Intermediate·4 min read

Quantization

Quantization is the process of reducing the numerical precision of a model's weights (and sometimes activations) from higher-bit formats (float32, flo

Definition

Quantization is the process of reducing the numerical precision of a model's weights (and sometimes activations) from higher-bit formats (float32, float16) to lower-bit formats (int8, int4). This shrinks memory usage and increases inference speed, with controlled tradeoffs in model quality.

Why Quantization Is Essential

A 70B parameter model in float16 requires ~140GB of GPU memory — that's two A100 80GB GPUs just to load it. After quantization:

| Precision | Bits/param | 70B Model Size | Runs On |

|-----------|-----------|---------------|---------|

| float32 | 32 | ~280 GB | 4× A100 |

| float16/bfloat16 | 16 | ~140 GB | 2× A100 |

| int8 | 8 | ~70 GB | 1× A100 |

| int4 | 4 | ~35 GB | 2× RTX 4090 |

| int3 | 3 | ~26 GB | 1× RTX 3090 |

| int2 | 2 | ~17 GB | Consumer GPU |

Number Format Basics

| Format | Range | Precision | Use |

|--------|-------|-----------|-----|

| float32 (FP32) | ±3.4×10^38 | ~7 decimal digits | Full training |

| float16 (FP16) | ±65504 | ~3 decimal digits | Training/inference |

| bfloat16 (BF16) | ±3.4×10^38 | ~2 decimal digits | Training preferred |

| int8 | -128 to 127 | 256 discrete values | Efficient inference |

| int4 | -8 to 7 | 16 discrete values | Aggressive inference |

Quantization Methods

Post-Training Quantization (PTQ)

Apply after training is complete — no additional training required:

GPTQ (Generative Pre-trained Transformer Quantization)
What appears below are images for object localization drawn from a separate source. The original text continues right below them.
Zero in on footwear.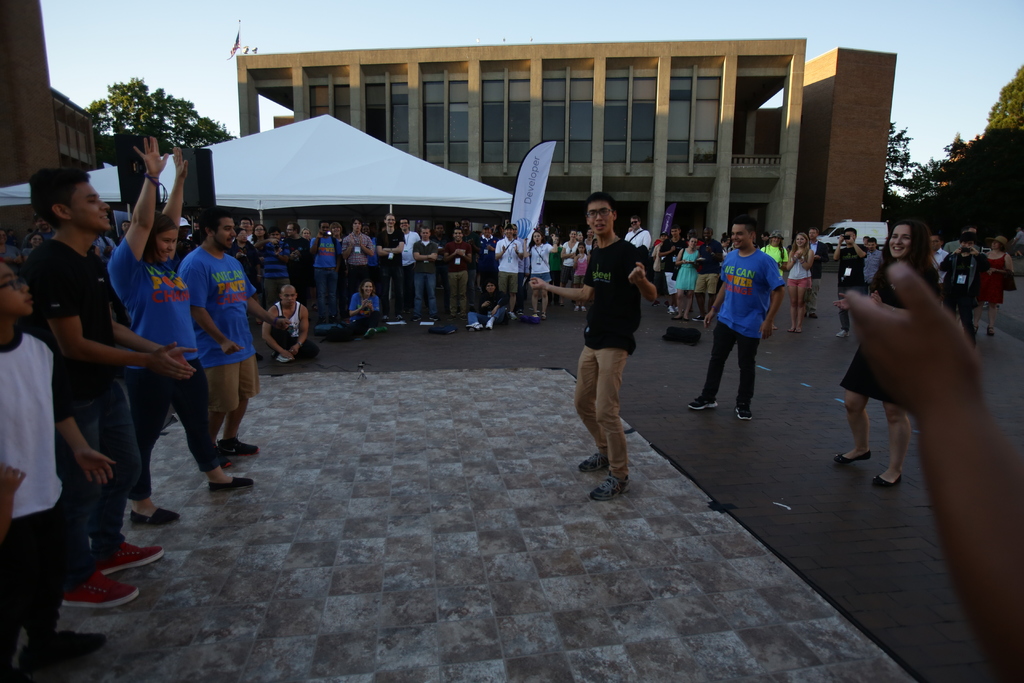
Zeroed in: 687 391 719 410.
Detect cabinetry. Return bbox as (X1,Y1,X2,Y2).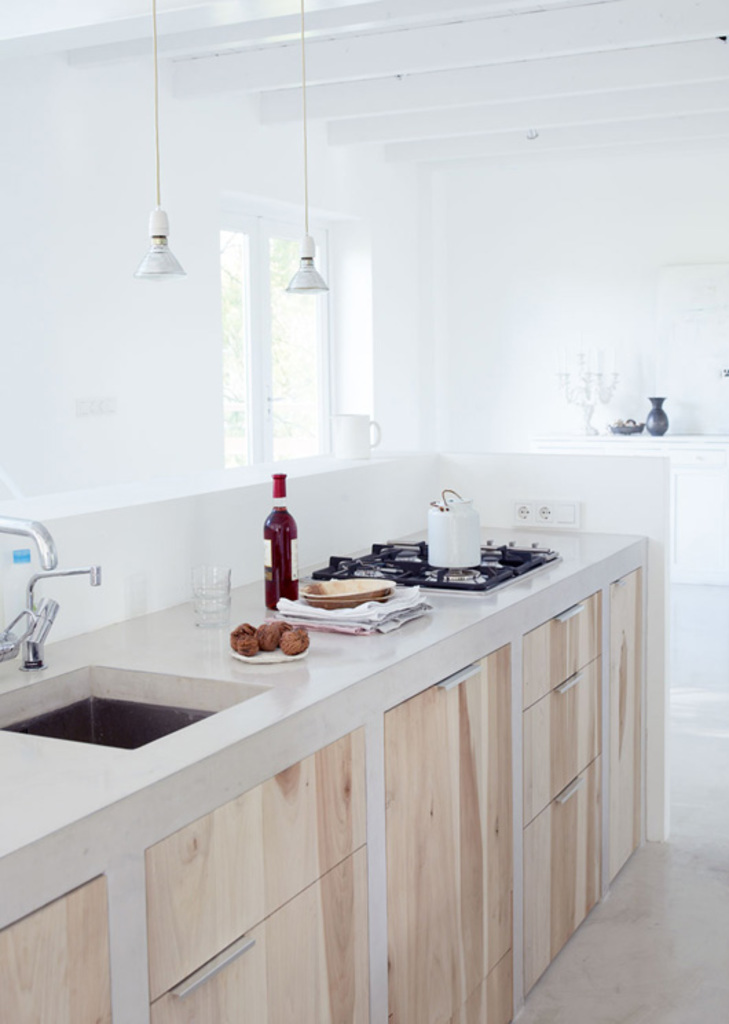
(516,589,607,994).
  • Uses sample calibration data to minimize quantization error
  • Layer-by-layer quantization using second-order information
  • INT4 quality close to FP16
  • Used in: AWQ, many GGUF models
  • AWQ (Activation-Aware Weight Quantization)
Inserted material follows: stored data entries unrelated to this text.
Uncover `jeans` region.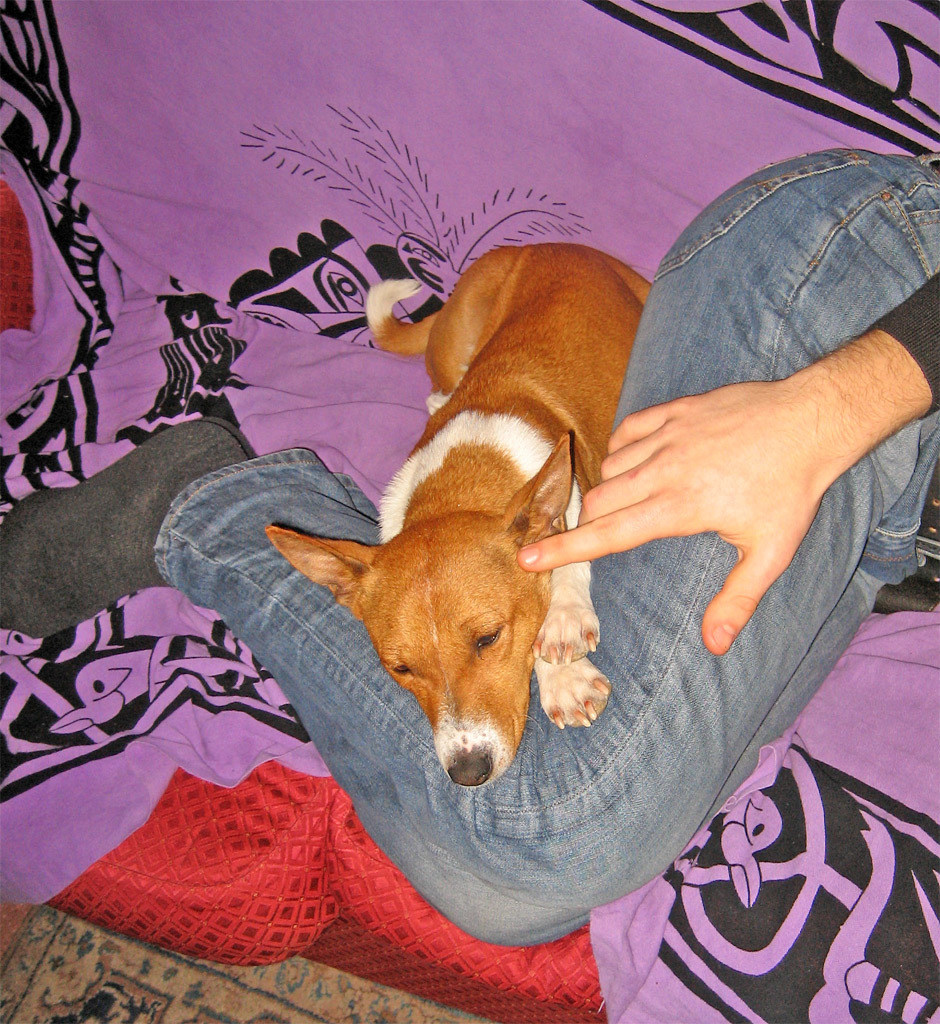
Uncovered: Rect(148, 138, 939, 950).
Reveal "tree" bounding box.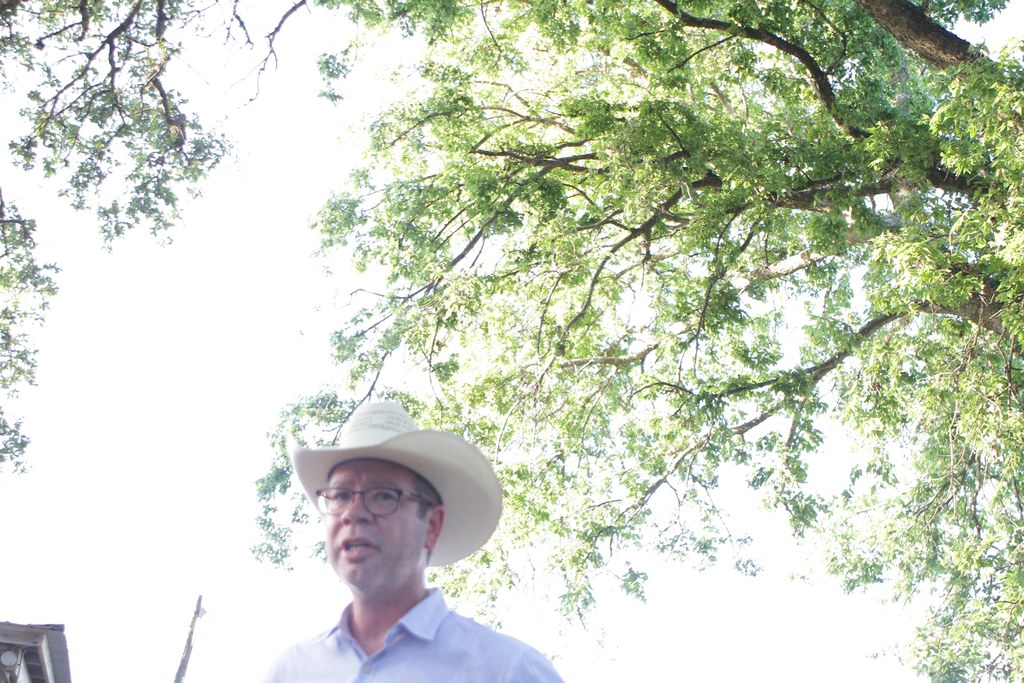
Revealed: x1=248, y1=0, x2=1023, y2=682.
  • Finds the most important weights (high activation magnitude) and protects them
  • Better quality than naive INT4
  • Used widely in production
  • GGUF / llama.cpp quantization

  • Format used by llama.cpp for CPU+GPU inference
  • Multiple quantization levels: Q2_K, Q3_K, Q4_K, Q5_K, Q6_K, Q8_0
  • Q4_K_M (4-bit with mixed precision) is popular sweet spot for quality/size
  • BitsAndBytes (bitsandbytes library)

  • Dynamic INT8 quantization with LLM.int8()
  • NF4 (Normal Float 4) for QLoRA fine-tuning
  • Easy integration with HuggingFace Transformers
  • Quantization-Aware Training (QAT)

  • Simulate quantization during training so the model learns to be robust to it
  • Better quality than PTQ but requires training
  • Less common for LLMs due to training cost
  • Weight-Only vs. Weight + Activation Quantization

    Weight-Only (W4A16, W8A16)

  • Weights stored in INT4/INT8
  • Activations remain in float16 at inference
  • Simpler to implement, good quality
  • Most common in practice
  • Full Quantization (W8A8, W4A8)

  • Both weights AND activations quantized
  • More hardware-efficient (INT8 matrix multiply is fast on modern hardware)
  • Harder to implement without quality loss
  • Used by NVIDIA TensorRT-LLM, Intel Neural Compressor
  • Quality vs. Size Tradeoff

    Rule of thumb for language models:

    | Quantization | Quality Loss | Use When |

    |-------------|-------------|---------|

    | INT8 (8-bit) | < 1% perplexity degradation | Safe default, minimal loss |

    | INT4 (4-bit) | ~1–5% perplexity degradation | Good balance, widely used |

    | INT3 (3-bit) | ~5–15% degradation | Only when size is critical |

    | INT2 (2-bit) | Severe quality loss | Experimental |

    Larger models tolerate quantization better — a 70B INT4 often beats a 13B FP16.

    Quantization Formats in the Wild

    | Format | Tool | Description |

    |--------|------|-------------|

    | GGUF | llama.cpp, Ollama | CPU/GPU, many quant levels, widely used |

    | GPTQ | AutoGPTQ, HuggingFace | GPU inference, INT4/INT8 |

    | AWQ | AutoAWQ | GPU, activation-aware INT4 |

    | EXL2 | ExLlamaV2 | Flexible mixed-precision, high quality |

    | MLX (4-bit) | Apple MLX | Apple Silicon optimized |

    Flash Attention and Quantization Combined

    Modern inference stacks combine:

  • Quantized weights (INT4 or INT8) for memory efficiency
  • Flash Attention for compute efficiency
  • KV cache in fp16 (often the memory bottleneck for long contexts)
  • When to Quantize

    | Scenario | Recommendation |

    |----------|---------------|

    | Running locally (consumer GPU) | INT4 (GGUF Q4_K_M or AWQ) |

    | Cloud inference at scale | INT8 or FP16 depending on GPU |

    | Fine-tuning with QLoRA | NF4 (4-bit) base + bf16 adapters |

    | Production API serving | FP16 with optional INT8 for large models |

    | Research / accuracy-critical | FP16 or BF16 |

    Practical Tools

    | Tool | Use Case |

    |------|---------|

    | bitsandbytes | HuggingFace integration, NF4/INT8 |

    | AutoGPTQ | GPTQ quantization |

    | AutoAWQ | AWQ quantization |

    | llama.cpp | GGUF format, cross-platform |

    | Ollama | GGUF-based local inference, user-friendly |

    | TensorRT-LLM | NVIDIA production quantization |

    Related Concepts

  • Parameters, Inference, Latency, KV Cache, LoRA/PEFT, Memory, Model Deployment

Go Deeper With Live Instruction

This topic is covered in depth in our llm engineering program (Session 10).